WASHINGTON — When Tony Kennedy was a child in Sacramento, a frequent guest at his family's home was the popular Republican governor, Earl Warren.
Kennedy's father, Bud, was a prominent lobbyist and an admirer of the governor. He "always used to tell me what a principled man Earl Warren was," Kennedy recalled in an interview.
By the time young Kennedy was a college student at Stanford in the late 1950s, his family friend -- now Chief Justice Earl Warren -- had won legions of admirers across the nation as the liberal leader of the Supreme Court.
Nearly two decades after Warren stepped down, another popular California governor was in the White House. When President Reagan named Anthony M. Kennedy to the Supreme Court, he did so with hopes of reversing the liberal legacy of the Warren Court.
But these days, there are as many echoes of Earl Warren as of Ronald Reagan in the opinions of Justice Kennedy.
It was the principles framed by Warren that showed in Kennedy's majority opinion last week as the court ruled 5 to 4 to abolish the death penalty for juveniles.

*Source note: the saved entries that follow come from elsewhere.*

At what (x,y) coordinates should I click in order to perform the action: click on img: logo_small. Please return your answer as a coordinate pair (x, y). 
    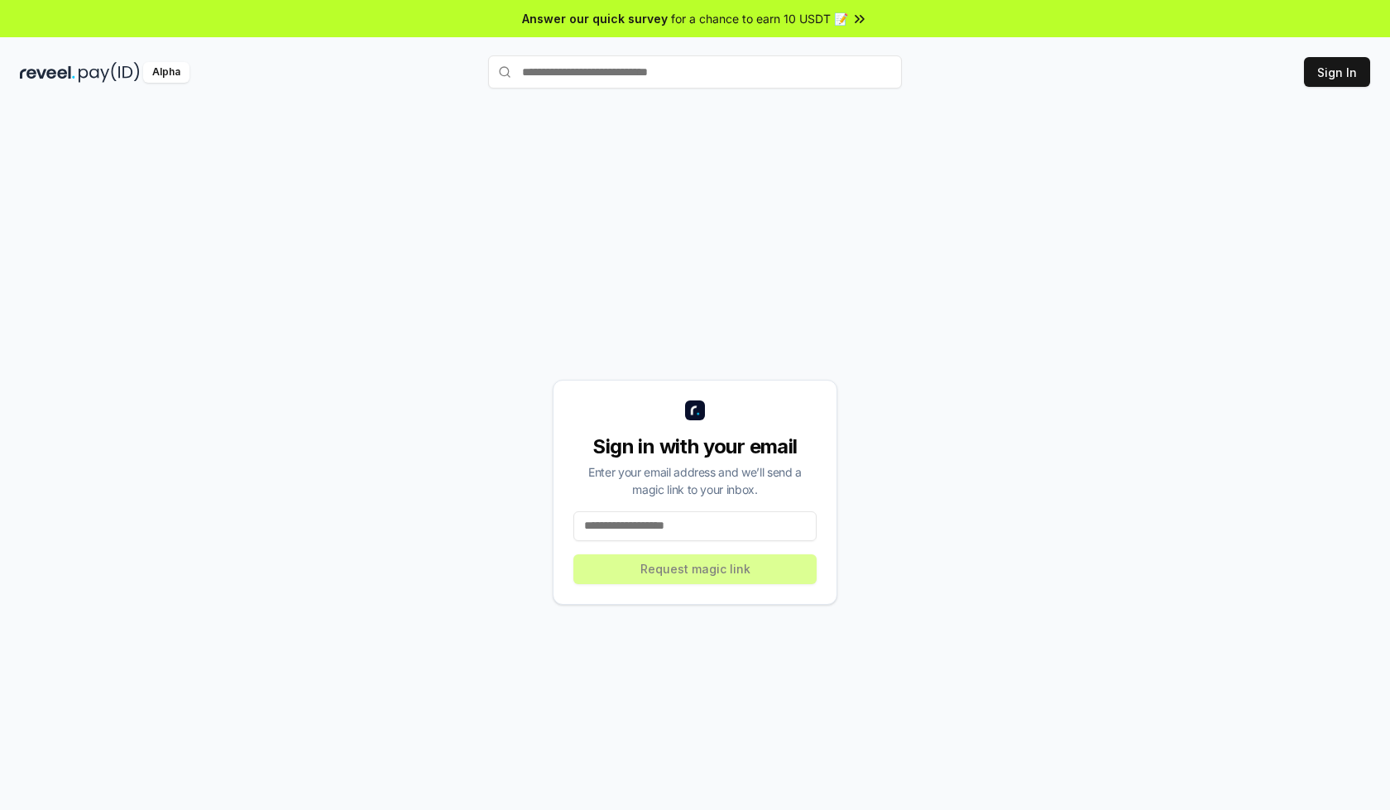
    Looking at the image, I should click on (695, 410).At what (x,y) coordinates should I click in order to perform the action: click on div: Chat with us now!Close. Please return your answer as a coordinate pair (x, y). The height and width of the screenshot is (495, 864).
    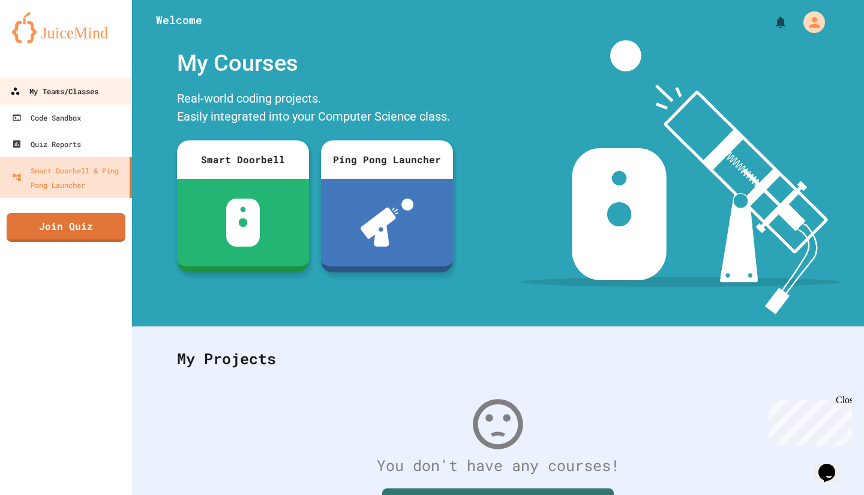
    Looking at the image, I should click on (44, 40).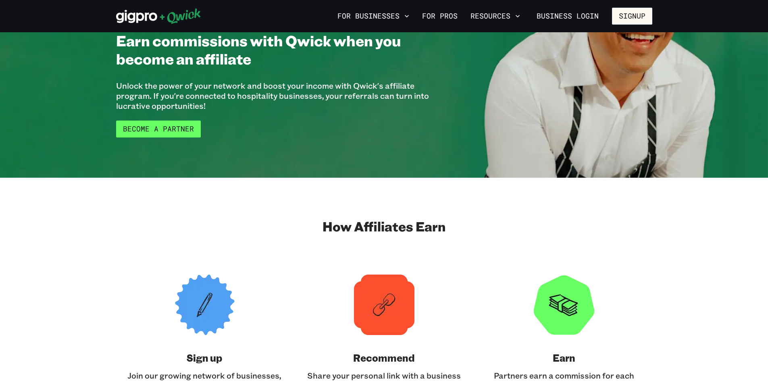 The width and height of the screenshot is (768, 381). Describe the element at coordinates (440, 16) in the screenshot. I see `a: For Pros` at that location.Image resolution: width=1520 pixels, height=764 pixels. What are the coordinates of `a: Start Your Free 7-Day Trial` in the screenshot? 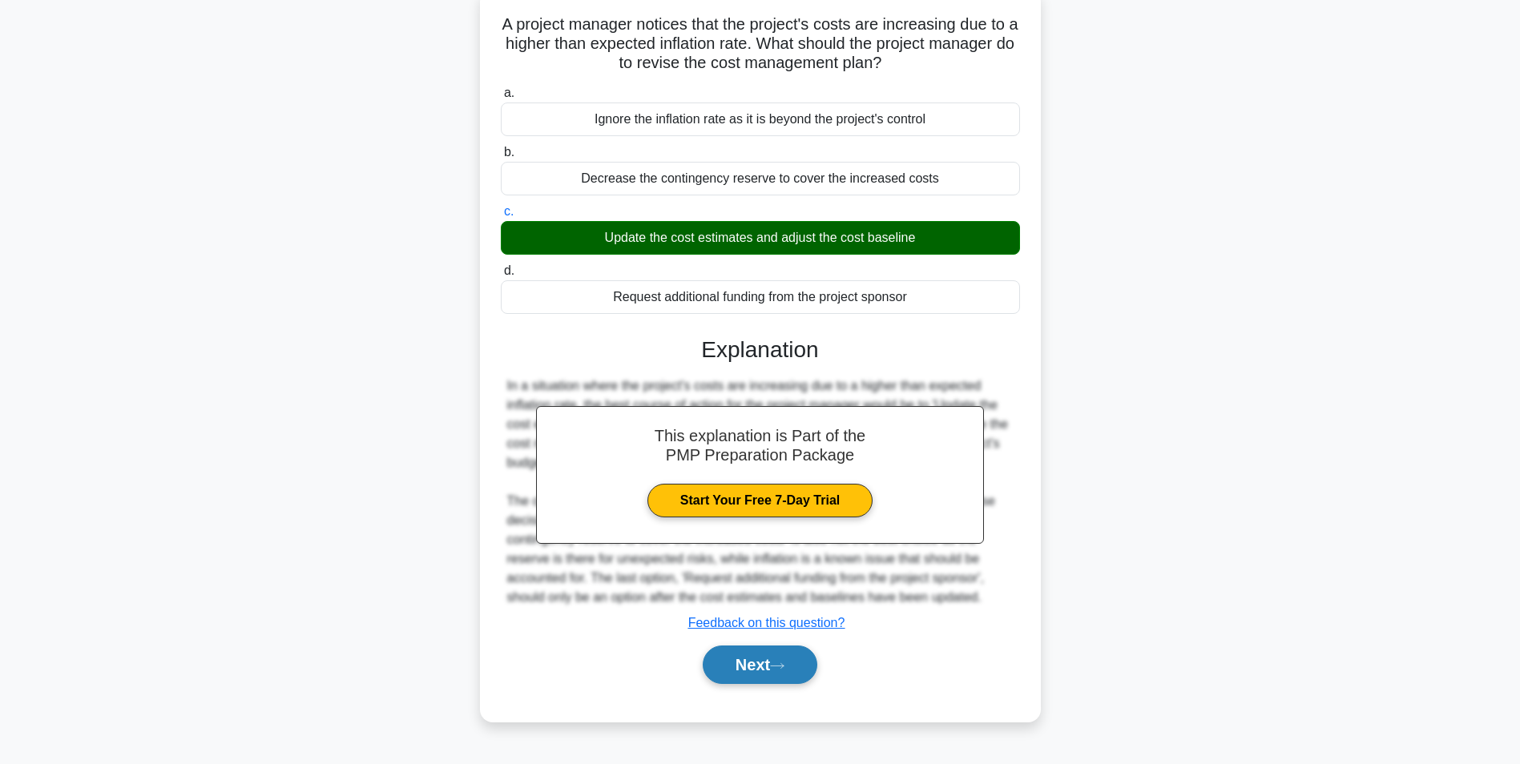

Warren, who led the Supreme Court from 1953 to 1969, saw the Constitution not as a set of 18th century legal rules, but as a guarantee of fairness and decency for all Americans.
When confronted with state-imposed racial segregation in the schools of South, Warren did not look to history to discern the view of the Constitution's authors. Instead, he looked at the reality of 20th century America.
"We conclude that in the field of public education, the doctrine of 'separate but equal' has no place. Separate educational facilities are inherently unequal," Warren wrote in his first major opinion, the landmark Brown vs. Board of Education ruling.
When called upon to decide what is "cruel and unusual punishment," Warren said the court must not be bound by the past, but instead should look to "the evolving standards of decency that mark the progress of a maturing society."
Warren's admirers saw his court as a voice for idealism and an inspiration for the civil rights movement. To its critics, the Warren Court represented judicial imperialism. Across the South, "Impeach Earl Warren" signs went up along the roadsides.
The critics were not limited to the South.
They included the governor of California -- who complained that unelected, activist judges were becoming a threat to democracy. Judges, said Reagan, were making the law in areas such as abortion, school prayer and the death penalty.